Re: the Yankees, can't remember for sure, but I think Mantle got a second transplant.
When you say "should have never been allowed", what's the context? Medical treatment decisions are not based on moral biases, but on medical standards. Standards change. The standards re: past alcohol use were changing when Mantle got his liver.
Because of competition for organs, expected outcomes determine candidacy, but each center has its own specific protocols and criteria. History of alcohol use is no longer a basis to exclude a person from candidacy, although ANY active use is an absolute barrier, and a demonstrated period of sobriety has to precede consideration. Within that, variations include how sobriety is demonstrated and what kind of CD evaluation, relapse prevention, and so on are required.
Within that, coordination among providers is the biggest hurdle. In my husband's case, I have NO ARGUMENT with the protocols, but poor coordination and communication interfered with the protocols working as they were supposed to. As far as the evaluation process itself was concerned, my problem was never the protocol requirements about alcohol, rather horrific problems getting a communication protocol. Setting up case management seemed to be the obvious first step, but what I found was that when you have multiple providers and a serious chronic illness this is the Holy Grail and as hard to get.
I have a 23-yo nephew who has lupus. He was diagnosed 5 months ago and severity is progressing rapidly (kidney, liver, brain). Doesn't drink, doesn't do drugs, doesn't smoke. 6 months ago he was working full-time. He went to the dr. with what appeared to be mosquito bites that were not going away, and next thing we know it's monthly chemo. We see EXACTLY the same coordination problems in the medical system. How do you tell the difference between a chronic problem with our medical structure and a specific act of negligence? I don't know. He has been trying to find a PCP who can work with his specialist (who is 250 miles away) since August. He tried to see if the chemo could be done locally--he's not able to drive long distances so we've been taking turns. The doctor he saw told him "I'm not a gas station attendant."
There are genuine differences in medical opinion and approach, but people get caught in the middle. "Why aren't you taking this drug we told you to take on your last visit?" "The GI took me off of it, you should have his report." Next doctor: "I'm told there are concerns about your compliance with medication." "We discussed that with Dr. Y, isn't that in your report?" "Well, that would be true if you had kidney involvement." "Remember in July you said there was kidney involvement?"
They're looking at transplant in HCV/HIV-positive patients, so HIV will not necessarily eliminate you. Organs are precious, standards intend to send organs where they do the most good medically.
EC, don't try to claim you were just talking about liver disease. On this thread, you started off rational but the minute you connected this thread with the custody and support thread things changed pretty dramatically.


§ **Work order**: From the entries below, copy every line that has the word "time".

§ **Dataset content**:
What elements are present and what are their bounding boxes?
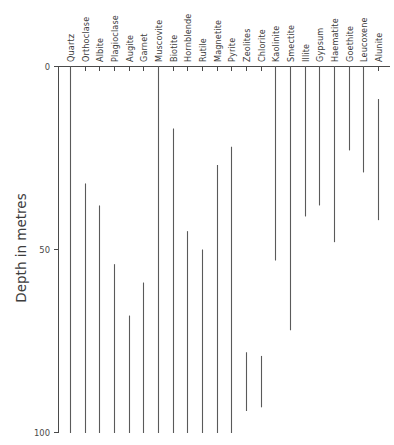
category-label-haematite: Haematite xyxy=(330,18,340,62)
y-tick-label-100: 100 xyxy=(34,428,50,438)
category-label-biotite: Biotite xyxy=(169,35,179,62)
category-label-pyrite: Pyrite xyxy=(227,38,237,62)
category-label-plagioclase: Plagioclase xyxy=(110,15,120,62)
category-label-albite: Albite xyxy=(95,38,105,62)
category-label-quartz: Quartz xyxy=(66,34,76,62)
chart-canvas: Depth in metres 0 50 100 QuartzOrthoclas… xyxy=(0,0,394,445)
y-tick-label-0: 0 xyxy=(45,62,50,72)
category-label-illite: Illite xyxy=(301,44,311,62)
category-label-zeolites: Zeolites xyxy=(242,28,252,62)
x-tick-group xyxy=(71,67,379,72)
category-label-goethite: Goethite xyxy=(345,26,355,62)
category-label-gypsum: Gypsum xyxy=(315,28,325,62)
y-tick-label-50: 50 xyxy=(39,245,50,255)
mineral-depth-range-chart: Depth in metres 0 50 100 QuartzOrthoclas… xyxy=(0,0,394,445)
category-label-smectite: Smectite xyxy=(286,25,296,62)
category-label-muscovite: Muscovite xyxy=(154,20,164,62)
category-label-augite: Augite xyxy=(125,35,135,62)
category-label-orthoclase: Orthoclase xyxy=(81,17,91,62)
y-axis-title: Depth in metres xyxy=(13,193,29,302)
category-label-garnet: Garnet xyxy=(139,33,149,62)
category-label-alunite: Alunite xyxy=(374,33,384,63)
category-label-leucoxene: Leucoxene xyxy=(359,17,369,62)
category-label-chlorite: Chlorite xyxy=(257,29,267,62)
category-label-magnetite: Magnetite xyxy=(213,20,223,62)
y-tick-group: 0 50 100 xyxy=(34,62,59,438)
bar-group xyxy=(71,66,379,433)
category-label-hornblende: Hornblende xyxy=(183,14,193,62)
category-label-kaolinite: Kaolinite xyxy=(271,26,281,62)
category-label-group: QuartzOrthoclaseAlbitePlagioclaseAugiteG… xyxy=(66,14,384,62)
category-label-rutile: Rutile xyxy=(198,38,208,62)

--

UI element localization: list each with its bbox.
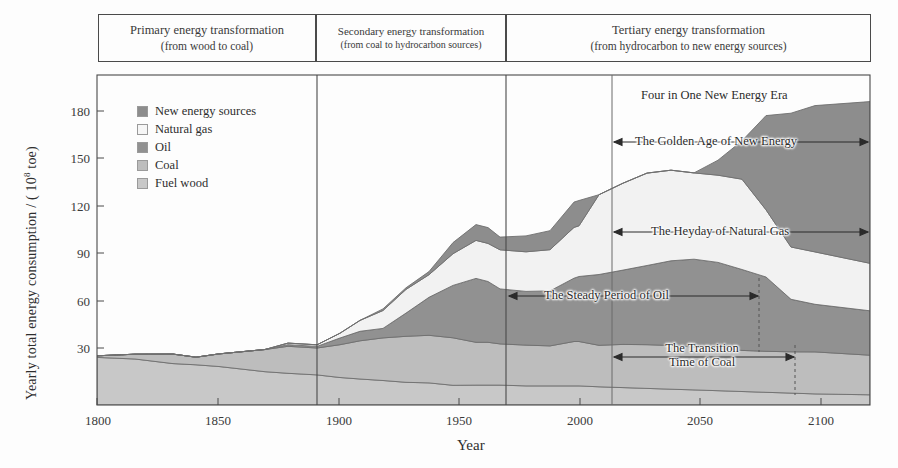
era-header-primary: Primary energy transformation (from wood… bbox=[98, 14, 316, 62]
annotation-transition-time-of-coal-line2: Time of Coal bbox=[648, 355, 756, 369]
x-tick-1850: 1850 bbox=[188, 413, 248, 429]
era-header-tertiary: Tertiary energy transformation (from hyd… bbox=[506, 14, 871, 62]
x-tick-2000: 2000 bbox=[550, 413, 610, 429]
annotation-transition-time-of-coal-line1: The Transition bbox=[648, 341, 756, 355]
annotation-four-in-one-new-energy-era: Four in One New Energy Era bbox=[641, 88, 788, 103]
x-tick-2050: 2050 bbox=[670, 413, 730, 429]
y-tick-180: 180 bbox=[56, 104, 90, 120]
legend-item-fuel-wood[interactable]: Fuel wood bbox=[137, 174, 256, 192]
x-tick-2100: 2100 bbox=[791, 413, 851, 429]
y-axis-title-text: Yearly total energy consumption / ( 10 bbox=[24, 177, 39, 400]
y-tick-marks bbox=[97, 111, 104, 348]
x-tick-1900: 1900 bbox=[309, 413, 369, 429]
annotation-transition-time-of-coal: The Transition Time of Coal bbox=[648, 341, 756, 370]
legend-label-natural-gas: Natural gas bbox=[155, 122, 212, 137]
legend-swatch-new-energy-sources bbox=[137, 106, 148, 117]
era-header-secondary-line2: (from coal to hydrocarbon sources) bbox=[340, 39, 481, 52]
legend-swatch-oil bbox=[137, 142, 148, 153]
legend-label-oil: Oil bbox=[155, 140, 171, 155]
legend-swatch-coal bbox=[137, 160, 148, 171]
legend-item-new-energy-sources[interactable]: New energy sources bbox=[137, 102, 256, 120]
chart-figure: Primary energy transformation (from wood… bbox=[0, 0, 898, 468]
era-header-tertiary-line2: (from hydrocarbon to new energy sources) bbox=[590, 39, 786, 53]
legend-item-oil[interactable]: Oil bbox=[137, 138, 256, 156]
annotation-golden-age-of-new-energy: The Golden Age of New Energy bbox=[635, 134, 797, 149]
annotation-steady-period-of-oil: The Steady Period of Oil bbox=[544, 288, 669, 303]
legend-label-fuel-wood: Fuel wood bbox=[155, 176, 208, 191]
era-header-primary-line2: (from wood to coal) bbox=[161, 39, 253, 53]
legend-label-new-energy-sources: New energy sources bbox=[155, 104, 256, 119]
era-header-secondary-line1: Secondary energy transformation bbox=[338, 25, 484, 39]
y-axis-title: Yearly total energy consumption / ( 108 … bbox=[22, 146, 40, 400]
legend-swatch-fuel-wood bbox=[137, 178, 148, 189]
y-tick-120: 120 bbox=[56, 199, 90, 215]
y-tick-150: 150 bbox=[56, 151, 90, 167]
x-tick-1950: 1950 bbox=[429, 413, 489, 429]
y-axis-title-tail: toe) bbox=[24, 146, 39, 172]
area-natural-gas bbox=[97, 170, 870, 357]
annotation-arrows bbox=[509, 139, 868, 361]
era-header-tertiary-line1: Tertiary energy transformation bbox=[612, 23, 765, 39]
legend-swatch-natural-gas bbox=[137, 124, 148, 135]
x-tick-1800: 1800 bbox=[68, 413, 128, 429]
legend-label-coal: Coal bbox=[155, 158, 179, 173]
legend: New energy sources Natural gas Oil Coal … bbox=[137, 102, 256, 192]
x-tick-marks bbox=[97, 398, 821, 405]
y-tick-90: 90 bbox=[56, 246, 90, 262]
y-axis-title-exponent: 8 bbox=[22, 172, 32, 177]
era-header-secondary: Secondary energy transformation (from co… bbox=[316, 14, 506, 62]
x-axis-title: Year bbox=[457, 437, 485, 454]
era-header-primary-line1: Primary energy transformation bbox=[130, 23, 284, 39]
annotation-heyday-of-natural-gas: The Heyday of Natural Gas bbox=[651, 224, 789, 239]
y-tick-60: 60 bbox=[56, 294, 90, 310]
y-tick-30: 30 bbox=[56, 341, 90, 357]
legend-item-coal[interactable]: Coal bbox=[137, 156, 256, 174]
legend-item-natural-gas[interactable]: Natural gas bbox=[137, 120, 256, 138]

§ **Solved problem**:
annotation-transition-time-of-coal-line2: Time of Coal bbox=[648, 355, 756, 369]
annotation-transition-time-of-coal-line1: The Transition bbox=[648, 341, 756, 355]
annotation-transition-time-of-coal: The Transition Time of Coal bbox=[648, 341, 756, 370]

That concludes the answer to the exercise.